Comments on: Why I Teach Literature http://litbits.tengrrl.com/2014/03/04/why-i-teach-literature/ Just another WordPress site Wed, 05 Mar 2014 20:27:43 +0000 hourly 1 https://wordpress.org/?v=5.2 By: AKT, Eastern Michigan University http://litbits.tengrrl.com/2014/03/04/why-i-teach-literature/#comment-383 Wed, 05 Mar 2014 20:27:43 +0000 http://blogs.bedfordstmartins.com/litbits/?p=5772#comment-383 I think the reason so many people want to jump on that bandwagon (literature is valuable because it makes people better corporate citizens) is that culturally, we are deeply uncomfortable, still, with the notion that difference is valuable. At least, in economic terms, the conversations around education are all about THE path towards employability, rather than considering that a) there are many paths; and b) there are paths that are valuable even if they do not lead in some directly tangible way to a job. Paths, in short, that are not a job title tend to make many people who are critical of our educational system deeply uncomfortable. Hence people within the Humanities mount a defense by suggesting sameness: “hey! look! we aren’t that different from you after all! we can help your science/business/marketing/political values/machine move forward.”

Calling for valuing literature precisely because literature is *not* a job title, because it enables us to question and challenge–rather than easily move forward in–our world, goes against the larger, insidious expectation that education is primarily job training.

I completely agree with you, by the way, that literature should neither be read nor taught in terms of some future job value, but rather in terms of its value for illuminating and questioning human conditions, for thinking. But this is an argument based on difference. And on valuing difference. And we certainly could do with better, stronger language in which to articulate the values of that difference, if we are going to make headway in these discussions about why literature matters with an audience beyond those who already think it does.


▶ _TASK REQUIREMENTS_: With the pictures set aside, reproduce each entry precisely as it reads.

*** Opening SUPPLIED ENTRIES ***

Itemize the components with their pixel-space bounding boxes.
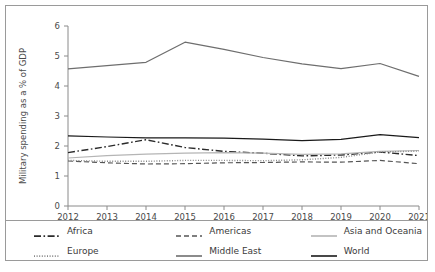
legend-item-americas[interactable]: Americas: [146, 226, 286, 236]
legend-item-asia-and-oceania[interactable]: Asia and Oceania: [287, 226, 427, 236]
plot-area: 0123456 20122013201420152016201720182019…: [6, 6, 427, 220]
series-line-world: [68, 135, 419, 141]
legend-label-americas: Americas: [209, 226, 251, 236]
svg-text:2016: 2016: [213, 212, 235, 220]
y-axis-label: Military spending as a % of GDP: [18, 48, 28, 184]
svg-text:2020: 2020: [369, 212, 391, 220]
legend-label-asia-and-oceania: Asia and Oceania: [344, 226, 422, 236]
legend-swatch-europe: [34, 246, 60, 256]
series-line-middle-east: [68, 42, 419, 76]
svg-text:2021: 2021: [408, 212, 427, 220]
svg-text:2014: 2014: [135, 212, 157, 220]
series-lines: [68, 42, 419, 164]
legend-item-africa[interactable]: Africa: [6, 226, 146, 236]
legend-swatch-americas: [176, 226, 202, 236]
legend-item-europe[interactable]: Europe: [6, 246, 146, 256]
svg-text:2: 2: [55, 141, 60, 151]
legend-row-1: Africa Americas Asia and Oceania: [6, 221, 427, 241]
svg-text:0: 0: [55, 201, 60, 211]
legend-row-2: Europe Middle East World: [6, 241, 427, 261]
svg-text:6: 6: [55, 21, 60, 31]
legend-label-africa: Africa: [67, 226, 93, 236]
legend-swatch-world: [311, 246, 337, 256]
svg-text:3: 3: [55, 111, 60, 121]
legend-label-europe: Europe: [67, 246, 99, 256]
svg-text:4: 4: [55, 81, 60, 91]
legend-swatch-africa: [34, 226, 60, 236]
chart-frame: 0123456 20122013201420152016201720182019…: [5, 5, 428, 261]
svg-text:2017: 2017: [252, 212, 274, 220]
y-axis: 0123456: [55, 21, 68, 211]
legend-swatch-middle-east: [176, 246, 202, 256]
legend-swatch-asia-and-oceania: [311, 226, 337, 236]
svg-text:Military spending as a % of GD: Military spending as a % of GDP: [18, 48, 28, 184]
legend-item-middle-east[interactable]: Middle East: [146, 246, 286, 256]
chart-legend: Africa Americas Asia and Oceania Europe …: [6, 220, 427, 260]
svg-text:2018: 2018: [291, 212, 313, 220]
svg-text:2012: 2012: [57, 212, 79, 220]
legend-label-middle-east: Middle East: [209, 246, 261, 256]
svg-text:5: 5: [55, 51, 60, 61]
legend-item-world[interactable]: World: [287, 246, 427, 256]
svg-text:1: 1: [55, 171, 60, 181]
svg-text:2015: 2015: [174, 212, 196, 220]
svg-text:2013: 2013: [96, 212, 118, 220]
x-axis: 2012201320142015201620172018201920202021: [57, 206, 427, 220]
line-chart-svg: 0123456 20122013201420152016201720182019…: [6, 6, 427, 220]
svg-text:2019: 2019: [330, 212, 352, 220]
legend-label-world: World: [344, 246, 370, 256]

*** Closing SUPPLIED ENTRIES ***

▶ _ANSWER FOR THE TASK_:
Itemize the components with their pixel-space bounding boxes.
legend-item-americas[interactable]: Americas: [146, 226, 286, 236]
legend-item-asia-and-oceania[interactable]: Asia and Oceania: [287, 226, 427, 236]
plot-area: 0123456 20122013201420152016201720182019…: [6, 6, 427, 220]
series-line-world: [68, 135, 419, 141]
legend-label-americas: Americas: [209, 226, 251, 236]
svg-text:2016: 2016: [213, 212, 235, 220]
y-axis-label: Military spending as a % of GDP: [18, 48, 28, 184]
svg-text:2020: 2020: [369, 212, 391, 220]
legend-label-asia-and-oceania: Asia and Oceania: [344, 226, 422, 236]
legend-swatch-europe: [34, 246, 60, 256]
series-line-middle-east: [68, 42, 419, 76]
svg-text:2021: 2021: [408, 212, 427, 220]
svg-text:2014: 2014: [135, 212, 157, 220]
series-lines: [68, 42, 419, 164]
legend-item-africa[interactable]: Africa: [6, 226, 146, 236]
legend-swatch-americas: [176, 226, 202, 236]
legend-item-europe[interactable]: Europe: [6, 246, 146, 256]
svg-text:2: 2: [55, 141, 60, 151]
legend-row-1: Africa Americas Asia and Oceania: [6, 221, 427, 241]
svg-text:0: 0: [55, 201, 60, 211]
legend-row-2: Europe Middle East World: [6, 241, 427, 261]
svg-text:6: 6: [55, 21, 60, 31]
legend-label-africa: Africa: [67, 226, 93, 236]
legend-swatch-world: [311, 246, 337, 256]
svg-text:3: 3: [55, 111, 60, 121]
legend-label-europe: Europe: [67, 246, 99, 256]
svg-text:4: 4: [55, 81, 60, 91]
legend-swatch-africa: [34, 226, 60, 236]
chart-frame: 0123456 20122013201420152016201720182019…: [5, 5, 428, 261]
svg-text:2017: 2017: [252, 212, 274, 220]
y-axis: 0123456: [55, 21, 68, 211]
legend-swatch-middle-east: [176, 246, 202, 256]
legend-swatch-asia-and-oceania: [311, 226, 337, 236]
svg-text:Military spending as a % of GD: Military spending as a % of GDP: [18, 48, 28, 184]
legend-item-middle-east[interactable]: Middle East: [146, 246, 286, 256]
chart-legend: Africa Americas Asia and Oceania Europe …: [6, 220, 427, 260]
svg-text:2018: 2018: [291, 212, 313, 220]
svg-text:2012: 2012: [57, 212, 79, 220]
legend-label-middle-east: Middle East: [209, 246, 261, 256]
svg-text:5: 5: [55, 51, 60, 61]
legend-item-world[interactable]: World: [287, 246, 427, 256]
svg-text:1: 1: [55, 171, 60, 181]
svg-text:2015: 2015: [174, 212, 196, 220]
svg-text:2013: 2013: [96, 212, 118, 220]
x-axis: 2012201320142015201620172018201920202021: [57, 206, 427, 220]
line-chart-svg: 0123456 20122013201420152016201720182019…: [6, 6, 427, 220]
svg-text:2019: 2019: [330, 212, 352, 220]
legend-label-world: World: [344, 246, 370, 256]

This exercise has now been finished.